ALM has a number of built in functions. These mostly describe the sort hierarchy. The two most important built in functions are:

  • instance : objects x sorts -> booleans, which tells you if an object is of a particular sort.
  • is_a : object x sorts -> booleans, which tells if an object is a subsort of a particular sort.

In addition to objects and the built in functions, ALM has what are called "fluents", functions whose value changes over time as the system changes. There are two types: basic, which have inertia and don't change until changed by some action; and defined, which are derived purely from the values of other fluents, and don't have inertia. These almost exactly correspond to the distinction between input and output relations in DDLog, with one exception: rules can add to the values of basic fluents, while, by my experimentation, rules can't add to the values of input relations. I think this is easily overcome by representing each basic fluent as the combination of an input and output relation.
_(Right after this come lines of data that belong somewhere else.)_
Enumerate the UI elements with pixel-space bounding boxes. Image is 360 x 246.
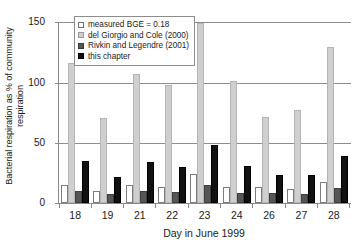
bar-rivkin-26 [269, 193, 276, 203]
x-axis-title: Day in June 1999 [58, 227, 350, 239]
x-tick-18 [59, 203, 60, 208]
bar-rivkin-18 [75, 191, 82, 203]
bar-measured-21 [126, 185, 133, 203]
bar-rivkin-19 [107, 194, 114, 203]
bar-measured-27 [287, 189, 294, 203]
legend-label-measured: measured BGE = 0.18 [88, 20, 169, 29]
bar-delgiorgio-24 [230, 81, 237, 203]
bar-chapter-27 [308, 175, 315, 203]
legend: measured BGE = 0.18del Giorgio and Cole … [74, 16, 195, 66]
bar-chapter-18 [82, 161, 89, 203]
bar-chapter-21 [147, 162, 154, 203]
bar-delgiorgio-22 [165, 85, 172, 203]
bar-chapter-28 [341, 156, 348, 204]
legend-item-delgiorgio: del Giorgio and Cole (2000) [78, 30, 189, 40]
bar-rivkin-24 [237, 193, 244, 203]
legend-swatch-delgiorgio [78, 32, 84, 38]
bar-measured-18 [61, 185, 68, 203]
legend-swatch-chapter [78, 53, 84, 59]
legend-swatch-rivkin [78, 43, 84, 49]
y-tick-label-150: 150 [5, 17, 45, 27]
legend-swatch-measured [78, 22, 84, 28]
bar-group-26 [253, 22, 285, 203]
bar-delgiorgio-23 [197, 23, 204, 203]
x-tick-label-28: 28 [318, 209, 350, 223]
x-tick-label-23: 23 [188, 209, 220, 223]
bar-delgiorgio-21 [133, 74, 140, 203]
x-tick-label-22: 22 [156, 209, 188, 223]
x-axis-tick-labels: 181921222324262728 [59, 209, 350, 223]
bar-group-27 [285, 22, 317, 203]
bar-measured-24 [223, 187, 230, 203]
bar-measured-26 [255, 187, 262, 203]
bar-rivkin-27 [301, 194, 308, 203]
bar-chapter-26 [276, 175, 283, 203]
y-tick-label-100: 100 [5, 78, 45, 88]
bar-chart-figure: Bacterial respiration as % of community … [0, 0, 360, 246]
bar-measured-19 [93, 191, 100, 203]
x-tick-26 [252, 203, 253, 208]
bar-chapter-19 [114, 177, 121, 203]
legend-label-rivkin: Rivkin and Legendre (2001) [88, 41, 189, 50]
x-tick-label-26: 26 [253, 209, 285, 223]
x-tick-27 [285, 203, 286, 208]
x-tick-label-21: 21 [124, 209, 156, 223]
bar-group-28 [318, 22, 350, 203]
legend-label-delgiorgio: del Giorgio and Cole (2000) [88, 31, 189, 40]
y-axis-title-container: Bacterial respiration as % of community … [0, 0, 30, 210]
bar-measured-22 [158, 187, 165, 203]
bar-delgiorgio-19 [100, 118, 107, 203]
bar-rivkin-21 [140, 191, 147, 203]
x-tick-label-27: 27 [285, 209, 317, 223]
y-tick-label-0: 0 [5, 198, 45, 208]
x-tick-19 [91, 203, 92, 208]
bar-rivkin-23 [204, 185, 211, 203]
legend-label-chapter: this chapter [88, 52, 130, 61]
bar-measured-28 [320, 182, 327, 203]
legend-item-measured: measured BGE = 0.18 [78, 20, 189, 30]
y-axis-title: Bacterial respiration as % of community … [4, 6, 26, 206]
x-tick-label-19: 19 [91, 209, 123, 223]
x-tick-24 [220, 203, 221, 208]
legend-item-rivkin: Rivkin and Legendre (2001) [78, 41, 189, 51]
x-tick-28 [317, 203, 318, 208]
x-tick-label-24: 24 [221, 209, 253, 223]
x-tick-22 [155, 203, 156, 208]
bar-measured-23 [190, 174, 197, 203]
bar-chapter-24 [244, 166, 251, 203]
bar-chapter-23 [211, 145, 218, 203]
bar-group-24 [221, 22, 253, 203]
y-tick-label-50: 50 [5, 138, 45, 148]
bar-delgiorgio-27 [294, 110, 301, 203]
legend-item-chapter: this chapter [78, 51, 189, 61]
x-tick-21 [123, 203, 124, 208]
x-tick-end [349, 203, 350, 208]
bar-delgiorgio-28 [327, 47, 334, 203]
bar-rivkin-28 [334, 188, 341, 203]
bar-delgiorgio-26 [262, 117, 269, 203]
x-tick-23 [188, 203, 189, 208]
x-tick-label-18: 18 [59, 209, 91, 223]
bar-chapter-22 [179, 167, 186, 203]
bar-rivkin-22 [172, 192, 179, 203]
bar-delgiorgio-18 [68, 63, 75, 203]
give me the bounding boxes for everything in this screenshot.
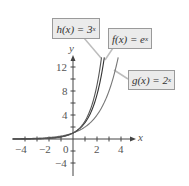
y-tick-label: 8 (62, 85, 68, 97)
x-tick-label: −2 (39, 143, 51, 155)
label-f: f(x) = ex (108, 28, 152, 49)
h-leader-line (84, 38, 101, 58)
label-h-exponent: x (93, 25, 96, 33)
label-g: g(x) = 2x (128, 70, 175, 90)
x-axis-arrow-icon (130, 137, 136, 142)
x-tick-label: 2 (94, 143, 100, 155)
label-h: h(x) = 3x (52, 18, 100, 39)
g-leader-line (114, 70, 128, 79)
x-tick-label: −4 (15, 143, 27, 155)
y-tick-label: −4 (55, 157, 67, 169)
f-leader-line (105, 48, 113, 60)
y-tick-label: 4 (62, 109, 68, 121)
x-tick-label: 4 (118, 143, 124, 155)
label-g-text: g(x) = 2 (132, 74, 168, 86)
label-f-exponent: x (145, 35, 148, 43)
y-axis-arrow-icon (71, 55, 76, 61)
y-tick-label: 12 (56, 61, 67, 73)
label-g-exponent: x (168, 76, 171, 84)
label-f-text: f(x) = e (112, 33, 145, 45)
y-axis-label: y (69, 42, 74, 54)
x-axis-label: x (138, 131, 143, 143)
label-h-text: h(x) = 3 (56, 23, 92, 35)
x-tick-label: 0 (63, 143, 69, 155)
The last construct in ALM is axioms. Axioms have two forms:

  • The first are called state constraints. They read "P if Q". These correspond exactly to normal rules in DDLog if you just replace "if" with :-.

  • The second are called causal laws. They say "if action A occurs and P is true, then Q is true in the next state". While DDLog doesn't directly represent change over time, these relationships are still easily representable via normal Datalog rules. I think I'll have to write an interpretter that takes the output of causal laws and modifies the input relations accordingly.

sorts
rectangles :: universe
attributes
width : integers
height : integers
magic_rectangles :: rectangles
axes :: { x, y }
colors :: { red, blue }
move :: action
target : rectangles
diff : coordinates -> integers
fluents
basic
total coordinates : rectangles x axes -> integers
defined
in_special_area : rectangles -> booleans
rectangle_color : magic_rectangles -> colors
axioms
rectangle_color(Rect) = red if
instance(Rect, magic_rectangle),
in_special_area(Rect).
rectangle_color(Rect) = blue if
instance(Rect, magic_rectangle),
-in_special_area(Rect).
in_special_area(Rect) if
width(Rect) = W,
height(Rect) = H,
coorindates(Rect, x) = X,
coorindates(Rect, y) = Y,
X + W < 1000,
Y + H < 1000.
occurs(Action) causes coordinates(Target, Coord + Diff) if
instance(Action, move),
target(Action) = Target,
diff(Action) = Diff.
// Since capitalization rules differ between ALM and DDLog, I'll append
// everything with prefixes that make for valid syntax and easy transformations.
// C is for constructor, S is for sort, T is for term literal, F is for function
input relation Object(obj: string, sort: string)
typedef S_universe = C_universe{}
typedef S_actions = C_actions{}
// Set literals are just typedefs
typedef S_axes = T_x | T_y
typedef S_colors = T_red | T_blue
// Sorts with attributes become constructors with arguments
typedef S_rectangles = C_rectangles{width: bigint, height: bigint }
// One way to do inheritance is via product types.
// To say "A is a subsort of B" is to say "A has a B property"
typedef S_magic_rectangles = C_magic_rectangles {
color : S_colors,
// magic_rectangles inherit everything rectangles have
rectangles : S_rectangles
}
typedef S_move = C_move {
action : S_actions,
target : S_rectangles,
target_obj : Object
}
typedef Sort = S_universe
| S_actions
| S_axes
| S_colors
| S_rectangles
| S_magic_rectangles
| S_move
output relation F_is_a(obj: string, sort: Sort)
output relation F_instance(obj: string, sort: Sort)
// For each terminal, non-literal node in the sort hierarchy, we get a rule.
F_is_a(obj, S_rectangles) :- Object(obj, "rectangles").
F_is_a(obj, S_magic_rectangles) :- Object(obj, "magic_rectangles").
F_is_a(obj, S_move) :- Object(obj, "move").
// Now we start building the hierarchy.
// First, these two are independent of user-defined sorts.
// Every type of object is an instance of universe, the top of the tree.
F_instance(obj, S_universe) :- F_is_a(obj, _).
// Every type of object is an instance of its own sort. This forms the leaves of the tree.
F_instance(obj, sort) :- F_is_a(obj, sort).
// Next, the user-defined sorts.
F_instance(obj, S_rectangles) :- F_instance(obj, S_magic_rectangles).
F_instance(obj, S_actions) :- F_instance(obj, S_move).